Guide them, my heart! I pushed him feebly away, and felt him go. Still the foolish tears tracked down my face. I reached to steady myself. My hand fell at the King’s waist. I opened my eyes, forced my vision to clear. His knife. Not some jeweled dagger, but the simple knife that every man carries at his waist, for the simple day-to-day tasks he does. I took a breath, then pulled it from its sheath. I held it in my lap and looked at it. An honest blade, honed thin from years of use. A handle of antler, probably carved once, but worn smooth with the grip of his hand. I ran my fingers lightly over it, and they found what my eyes could no longer read. Hod’s sign. The weaponsmaster had made this for her king. And he had used it well.

A memory tickled at the back of my mind. “We are tools,” Chade had told me. I was the tool he had forged for the King. The King had looked at me, and wondered, What have I made of you? I did not need to wonder. I was the King’s assassin. In more ways than one. But I would see that I served him as I had been intended, one last time.

Someone crouched beside me. Chade. I turned my head slowly to look at him. “Carris seed,” he told me. “No time to prepare elfbark. Come. Let me take you into hiding as well.”

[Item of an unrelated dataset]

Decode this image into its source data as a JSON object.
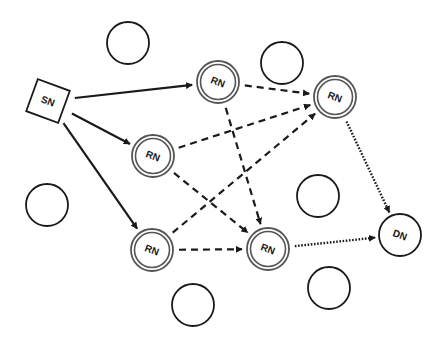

“No.” I took the small cake of carris seed compressed with honey. I put the whole thing in my mouth and chewed, grinding the seed between my back teeth to release the full strength. I swallowed. “Go,” I bid him. “I have a task, and so have you. Burrich is waiting. The alarm will be raised soon. Get the Queen away quickly, while you have a chance of getting ahead of the hunt. I will keep them busy.”

He released me. “Good-bye, boy,” he said gruffly, and stooped to kiss me on the forehead. It was farewell. He didn’t expect to see me alive again.

That made two of us.

He left me there, and before even I heard the grate of stone on stone, I felt the working of the carris seed. I had had the seed before, at Springfest when everyone does. A tiny pinch of it sprinkled across the top of a sugar cake brings a merry giddiness to the heart. Burrich had warned me that some dishonest horse traders fed their charges carris oil on their grain, for the purpose of winning a race, or to make a sick horse show well at an auction. He had also warned me that a horse so treated was often never the same beast again. If he survived. I knew Chade had used it, on occasion, and I had seen him drop like a stone when the effects wore off. Yet I did not hesitate. Perhaps, I conceded briefly, perhaps Burrich was right about me. The ecstasy of the Skill, or the frantic flush and heat of the hunt. Did I taunt self-destruction, or did I desire it? I did not worry about it for long. The carris seed took me. My strength was as the strength of ten, and my heart soared like an eagle. I sprang to my feet. I started for the door, then turned back.